Boat porn. That’s what I’ve spent the past few days looking at, surfing the photos at sailboatlistings.com and yachtworld.com and daydreaming about a 40 foot Island Packet with bow thrusters. Or maybe a 40 foot catamaran. Or heck, why not make it a 54 foot Hylas, as long as I’m only dreaming? Dreaming, like boat porn, is free.

In the meantime I have a 30 foot Catalina waiting for me at the lake and these pictures of our first sailboat, a MacGregor 26M we could load up on its trailer and tow all the way from Missouri to the Florida Keys. Splish, splash and we were in the water, hanking on the headsail and hauling up the main.

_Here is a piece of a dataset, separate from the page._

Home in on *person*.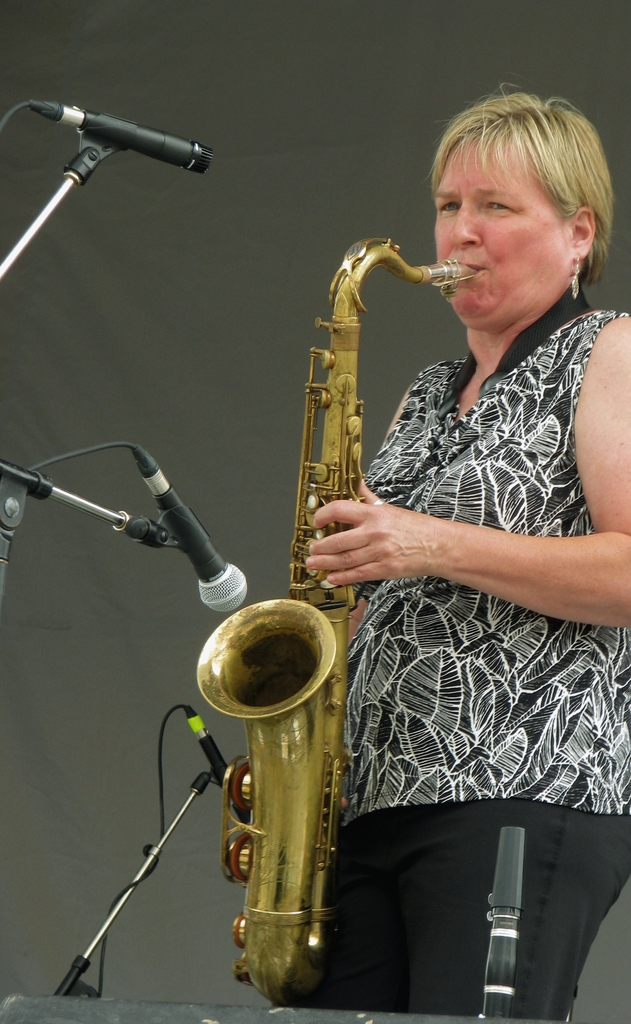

Ask any real sailor and he’ll tell you the MacGregor 26M isn’t truly a sailboat, that she’s way too squirrely in the gusts to earn that noble title, but she has two features that made her perfect for beginning sailors like us: a centerboard we could yank up when the boat dragged mud and a 50 HP motor we could fire up when our tacking skills failed. Built-in rescue mechanisms, the perfect add-on for a worrywart like me.

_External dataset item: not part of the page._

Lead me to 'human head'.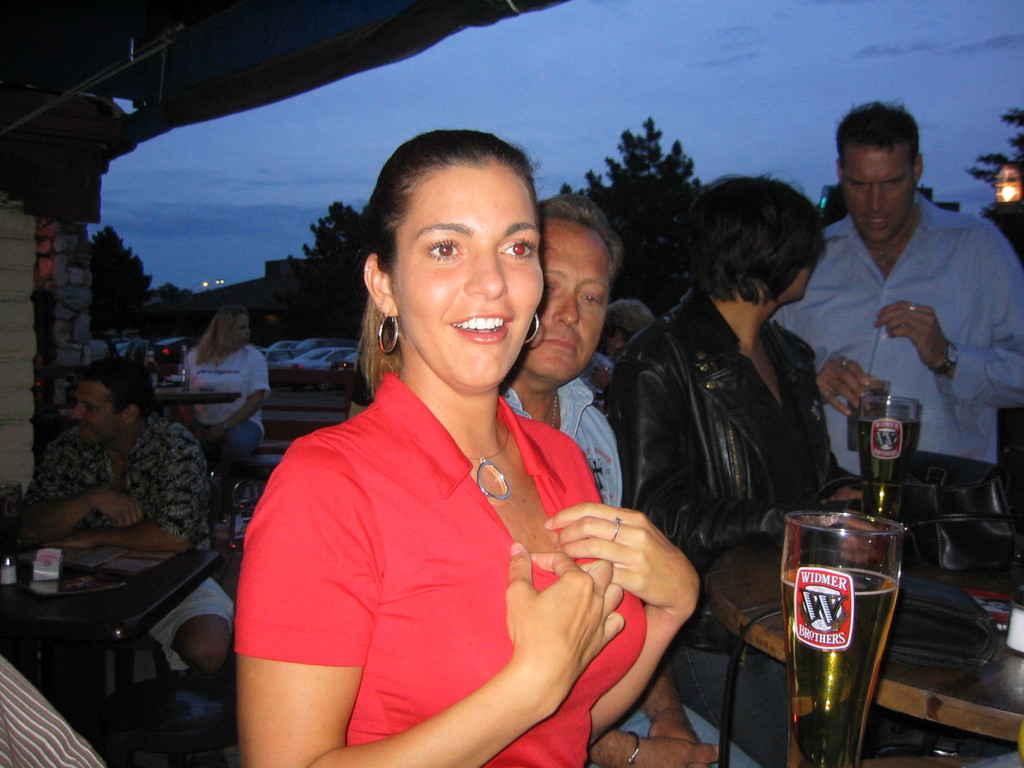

We kept the MacGregor in the Keys the entire winter of 2011, and visited her as often as we could. Our first multi-day sail was pure sweetness, with a twelve knot wind pushing us wing-on-wing to our first night’s anchorage and then on to an ungodly-priced dockage at a Key West Marina. We watched the sun set from Mallory Square, went searching for milk to wash down our Key Lime cookies, and fell asleep to the gentle rocking of the boat. It was heavenly. On the final day we sailed out into a gentle ocean, with Key West to port and endless water to starboard. Two dolphins played beside us, free spirits who might have followed if we’d turned our bow south instead of east. Cuba was out there and Puerto Rico and Venezuela; all it would take is the wind and the will to go. And a real sailboat. Eventually, after hours of trying to tack into the breeze, we fired up the horsepower and motored east.

Dreams. That’s what sailing is all about, I’ve decided, or at least what sustains sailors through the Midwest winter months. I guess I’m not the first one to have that thought. Robert Rose said something awfully close to it:
“Ships are the nearest things to dreams that hands have ever made.”
Peace.
Questions? Comments? Detour Stories Of Your Own?